Issue |
Security and Safety
Volume 4, 2025
Security and Safety in Network Simulation and Evaluation
|
|
---|---|---|
Article Number | 2024019 | |
Number of page(s) | 19 | |
Section | Other Fields | |
DOI | https://doi.org/10.1051/sands/2024019 | |
Published online | 25 February 2025 |
Research Article
Uncovering multi-step attacks with threat knowledge graph reasoning
1
Peng Cheng Laboratory, Shenzhen, 518000, China
2
CHN Energy, Beijing, 100000, China
3
University of Electronic Science and Technology of China, Shenzhen, 518110, China
4
Harbin Institute of Technology (Shenzhen), Shenzhen, 518055, China
* Corresponding author (email: guzhaoquan@hit.edu.cn)
Received:
29
April
2024
Revised:
25
October
2024
Accepted:
29
October
2024
The rapid advancement of information technologies has significantly intensified the focus on cyberspace security across various sectors. In this evolving landscape, attackers deploy many techniques- including exploits, weakness identification, and complex multi-step attacks- to gain unauthorized access to systems. Conversely, defenders harness insights from a variety of sources to pinpoint potential threats. Prominent public cybersecurity databases such as the Adversarial Tactics, Techniques, and Common Knowledge (ATT&CK), Common Attack Pattern Enumeration and Classification (CAPEC), Common Vulnerabilities and Exposures (CVE), Common Weakness Enumeration (CWE), and Common Platform Enumeration (CPE) provide extensive data on security entities and their interrelations, playing a pivotal role in enriching the understanding of cybersecurity challenges and assisting in comprehensive defensive analyses. However, the semantic cross-analysis of these databases, crucial for identifying obscure threat patterns, remains underexploited. In this study, we amalgamate data from these disparate sources into a cohesive threat knowledge graph and introduce a novel knowledge representation learning approach, A4CKGE (ATT&CK-CAPEC-CWE-CVE-CPE Knowledge Graph Embedding). This method utilizes advanced structural and textual analytics to predict interactions among security entities such as products, vulnerabilities, weaknesses, and multi-step attack sequences, employing complex attack templates generated through a Large Language Model (LLM). Our extensive experiments demonstrate that this approach significantly outperforms existing state-of-the-art methods in effectively predicting these relationships. The findings validate the efficacy of our threat knowledge graph in unveiling hidden connections, thereby highlighting its potential to strengthen cybersecurity defenses substantially.
Key words: Security database / Knowledge graph embedding / Knowledge graph reasoning
Citation: Xiang X, Ma C, Zeng L, Feng W, Xie Y and Gu Z. Uncovering multi-step attacks with threat knowledge graph reasoning. Security and Safety 2025; 4: 2024019. https://doi.org/10.1051/sands/2024019
© The Author(s) 2025. Published by EDP Sciences and China Science Publishing & Media Ltd.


▸ Task objective
State the count of lines below in which the word "structured" appears, and add nothing.

▸ Source records
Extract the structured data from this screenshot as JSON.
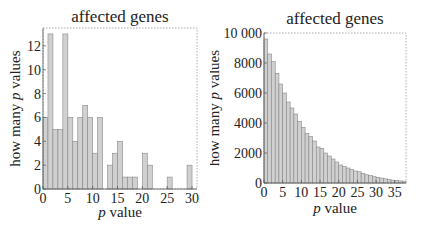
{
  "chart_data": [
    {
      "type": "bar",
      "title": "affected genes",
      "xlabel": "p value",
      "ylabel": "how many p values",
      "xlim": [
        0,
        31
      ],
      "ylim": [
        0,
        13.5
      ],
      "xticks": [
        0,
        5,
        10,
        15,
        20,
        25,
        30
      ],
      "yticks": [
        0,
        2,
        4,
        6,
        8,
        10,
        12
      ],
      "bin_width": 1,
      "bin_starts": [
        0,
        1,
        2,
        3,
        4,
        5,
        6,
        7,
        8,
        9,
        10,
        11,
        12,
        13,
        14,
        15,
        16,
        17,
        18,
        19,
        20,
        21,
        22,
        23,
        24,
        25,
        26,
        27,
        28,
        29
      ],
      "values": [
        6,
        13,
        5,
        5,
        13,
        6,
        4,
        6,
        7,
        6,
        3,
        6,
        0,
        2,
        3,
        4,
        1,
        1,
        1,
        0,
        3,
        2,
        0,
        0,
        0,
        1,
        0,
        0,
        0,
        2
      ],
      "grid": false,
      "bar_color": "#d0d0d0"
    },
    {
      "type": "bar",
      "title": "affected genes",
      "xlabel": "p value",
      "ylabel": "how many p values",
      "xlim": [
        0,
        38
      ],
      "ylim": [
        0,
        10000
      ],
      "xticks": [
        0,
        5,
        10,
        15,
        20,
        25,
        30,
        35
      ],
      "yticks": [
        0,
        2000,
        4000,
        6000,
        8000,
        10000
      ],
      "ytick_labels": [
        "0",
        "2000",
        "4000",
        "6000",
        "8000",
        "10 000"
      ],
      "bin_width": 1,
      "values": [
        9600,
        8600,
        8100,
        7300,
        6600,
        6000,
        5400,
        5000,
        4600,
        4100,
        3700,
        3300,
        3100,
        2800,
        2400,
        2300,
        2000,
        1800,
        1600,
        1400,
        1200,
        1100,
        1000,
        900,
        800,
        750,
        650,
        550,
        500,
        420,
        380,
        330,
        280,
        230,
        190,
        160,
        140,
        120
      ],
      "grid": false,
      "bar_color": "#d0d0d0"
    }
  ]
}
--
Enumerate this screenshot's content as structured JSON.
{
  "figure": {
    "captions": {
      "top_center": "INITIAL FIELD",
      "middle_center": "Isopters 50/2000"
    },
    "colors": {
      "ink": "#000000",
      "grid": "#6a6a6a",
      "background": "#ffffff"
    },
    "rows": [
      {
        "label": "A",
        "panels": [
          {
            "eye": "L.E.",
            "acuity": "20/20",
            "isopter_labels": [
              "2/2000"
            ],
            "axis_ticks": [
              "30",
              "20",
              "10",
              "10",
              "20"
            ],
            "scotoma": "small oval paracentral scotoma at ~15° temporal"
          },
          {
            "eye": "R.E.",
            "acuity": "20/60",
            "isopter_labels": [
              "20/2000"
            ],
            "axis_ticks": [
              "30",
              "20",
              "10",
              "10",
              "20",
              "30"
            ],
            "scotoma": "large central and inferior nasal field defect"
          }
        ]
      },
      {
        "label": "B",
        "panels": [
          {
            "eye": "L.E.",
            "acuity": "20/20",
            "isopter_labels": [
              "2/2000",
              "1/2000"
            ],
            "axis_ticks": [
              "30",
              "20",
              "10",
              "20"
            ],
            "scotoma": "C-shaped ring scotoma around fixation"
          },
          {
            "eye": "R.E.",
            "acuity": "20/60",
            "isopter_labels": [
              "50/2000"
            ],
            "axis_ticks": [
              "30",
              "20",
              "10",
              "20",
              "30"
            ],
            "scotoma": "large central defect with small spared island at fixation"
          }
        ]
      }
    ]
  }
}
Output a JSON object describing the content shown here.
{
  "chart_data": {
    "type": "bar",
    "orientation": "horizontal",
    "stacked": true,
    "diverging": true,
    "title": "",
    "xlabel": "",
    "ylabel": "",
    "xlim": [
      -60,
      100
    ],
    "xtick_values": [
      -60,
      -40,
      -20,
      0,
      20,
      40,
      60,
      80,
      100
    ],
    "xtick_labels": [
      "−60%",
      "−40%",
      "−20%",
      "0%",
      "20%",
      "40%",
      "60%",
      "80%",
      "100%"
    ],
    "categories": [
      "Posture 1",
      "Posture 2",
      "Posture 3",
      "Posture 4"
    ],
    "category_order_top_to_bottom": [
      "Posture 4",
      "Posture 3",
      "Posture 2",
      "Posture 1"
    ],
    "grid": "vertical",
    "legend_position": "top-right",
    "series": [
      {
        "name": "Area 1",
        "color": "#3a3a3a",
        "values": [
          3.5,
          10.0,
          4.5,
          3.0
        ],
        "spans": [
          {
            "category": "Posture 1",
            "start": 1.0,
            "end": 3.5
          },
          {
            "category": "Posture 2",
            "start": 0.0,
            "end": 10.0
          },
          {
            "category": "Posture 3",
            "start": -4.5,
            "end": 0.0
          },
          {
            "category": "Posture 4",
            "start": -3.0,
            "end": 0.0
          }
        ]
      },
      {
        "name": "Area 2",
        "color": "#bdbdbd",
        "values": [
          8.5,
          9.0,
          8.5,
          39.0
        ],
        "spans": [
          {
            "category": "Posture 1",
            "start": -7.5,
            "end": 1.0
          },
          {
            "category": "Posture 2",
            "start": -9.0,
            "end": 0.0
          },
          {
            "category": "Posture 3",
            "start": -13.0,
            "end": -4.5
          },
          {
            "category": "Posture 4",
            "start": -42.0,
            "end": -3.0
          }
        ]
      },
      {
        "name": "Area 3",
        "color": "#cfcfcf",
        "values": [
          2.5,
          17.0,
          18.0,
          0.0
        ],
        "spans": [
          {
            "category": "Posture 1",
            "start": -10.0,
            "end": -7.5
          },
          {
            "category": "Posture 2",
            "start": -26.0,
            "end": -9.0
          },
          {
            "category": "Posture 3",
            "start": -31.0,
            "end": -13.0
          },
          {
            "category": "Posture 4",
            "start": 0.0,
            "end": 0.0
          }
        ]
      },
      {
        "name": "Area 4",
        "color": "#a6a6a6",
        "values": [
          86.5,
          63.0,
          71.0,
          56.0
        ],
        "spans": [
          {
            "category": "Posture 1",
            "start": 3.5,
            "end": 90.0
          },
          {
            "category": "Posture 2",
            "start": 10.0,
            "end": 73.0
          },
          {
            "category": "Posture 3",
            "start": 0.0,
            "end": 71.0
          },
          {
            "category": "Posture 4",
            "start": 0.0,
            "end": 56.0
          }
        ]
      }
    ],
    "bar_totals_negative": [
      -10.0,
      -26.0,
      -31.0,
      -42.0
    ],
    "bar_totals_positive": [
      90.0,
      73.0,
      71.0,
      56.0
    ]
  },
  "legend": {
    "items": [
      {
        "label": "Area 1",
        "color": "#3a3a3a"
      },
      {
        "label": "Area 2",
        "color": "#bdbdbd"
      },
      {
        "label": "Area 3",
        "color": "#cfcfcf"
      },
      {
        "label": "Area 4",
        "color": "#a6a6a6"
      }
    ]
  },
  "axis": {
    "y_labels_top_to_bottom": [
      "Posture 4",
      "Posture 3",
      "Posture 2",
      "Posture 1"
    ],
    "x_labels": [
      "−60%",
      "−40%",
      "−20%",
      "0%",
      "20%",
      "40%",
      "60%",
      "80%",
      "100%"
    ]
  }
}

▸ Answer to the problem
2